Cornwall Council is wondering whether to sell its putative management skills to other local authorities. The idea is the Council would run a payroll system for a Scottish authority, manage the personnel records of an East Anglian police service, or perhaps mastermind repairs to Spaghetti Junction. To do this they’d team up with private industry, and submit bids answering other councils’ invitations to tender for packages of work. The carrot for Cornwall Council is preservation of its own jobs and services, and for the industrial partners, profit. Presumably every local authority in the land has begun to think along the same lines, but for the moment let that pass. If Cornwall Council looks for work outside its own borders, Cornish people will experience a decline in services even more severe than the current mess.

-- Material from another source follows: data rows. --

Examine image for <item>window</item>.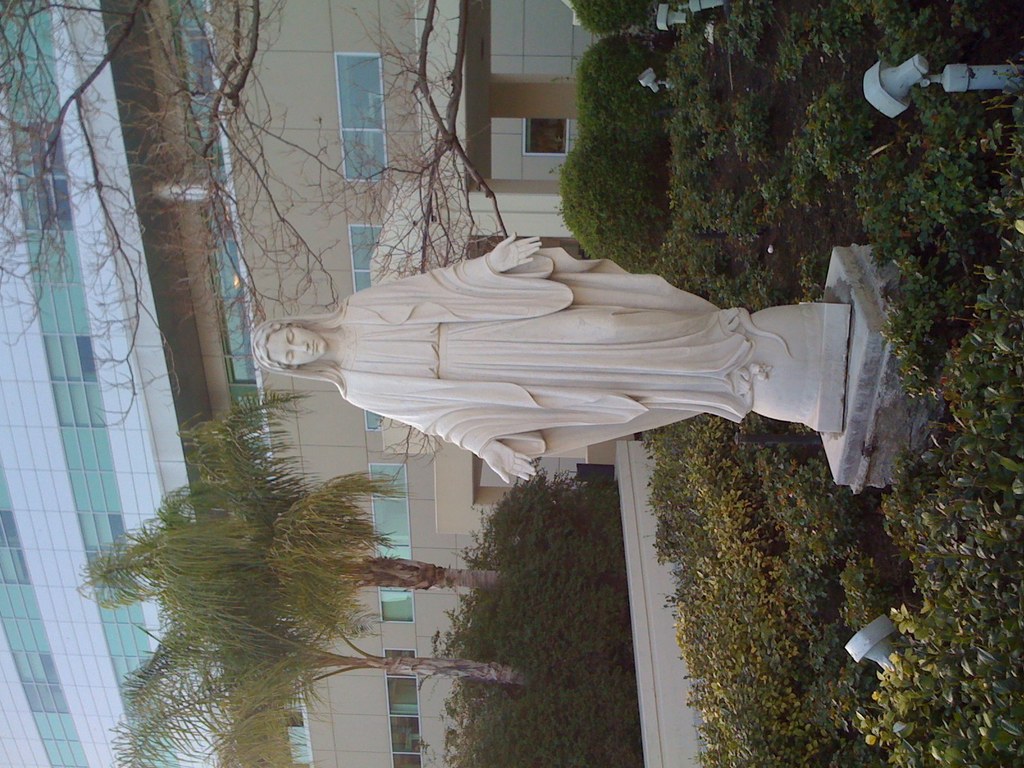
Examination result: <region>520, 116, 568, 154</region>.
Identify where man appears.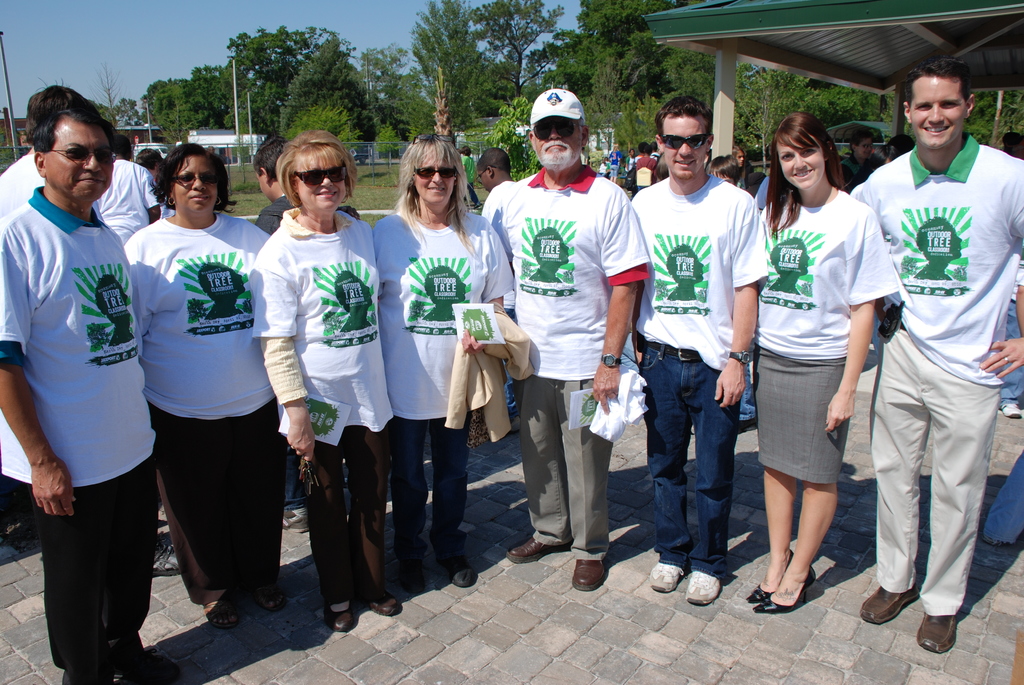
Appears at detection(849, 58, 1023, 654).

You don’t identify possible business opportunities in five minutes and depending on the complexity of the prospect, forming proposal teams to submit bids for work can take months. Once the bids have been tendered, usually in competition with other would-be suppliers, often clarifications are called for by the customer and sometimes even rebids are required. These activities can become seriously costly and as a bidder it's hard to predict the overall financial exposure, doubly so without a previous track-record. Always there's the question too: what else could have been done with the money?
Cornwall Council isn't guaranteed to win a single scrap of work. Then again, customers' budgets may be slashed or axed; in that case there'll be no work awarded. During troubled economic times slimmed requirements become more likely, particularly in the area of say, local authorities.
And woe betide Cornwall Council if they tangle with industry. Apart from some bought-in senior management most of the Council’s office ‘workers’ are time-served, without the faintest appreciation of the profit motive which drives the private sector, and without the fangs to fight. If joint bid teams are formed the Council will be easy meat for industry’s hard-headed negotiators, dragged into positions of responsibility for any coming work without equal decision-making, and allotted the crummy end of the workshare itself. Industry will ring-fence its responsibilities while the Council will be set up for a fall if bids are lost, or if work is won but makes a loss.
By the by, this initiative comes from a Council whose financial affairs and alleged profligacy are currently the subject of national scrutiny. Today we learn that last year, £3,274 was spent on directory enquiry calls. I spent zero, because I’ve heard of Google. A further extravagance was £220 on dialling the speaking clock: “Oh please let it be nearly half-past-three so I can go home.” Small sums maybe, but what message do they send?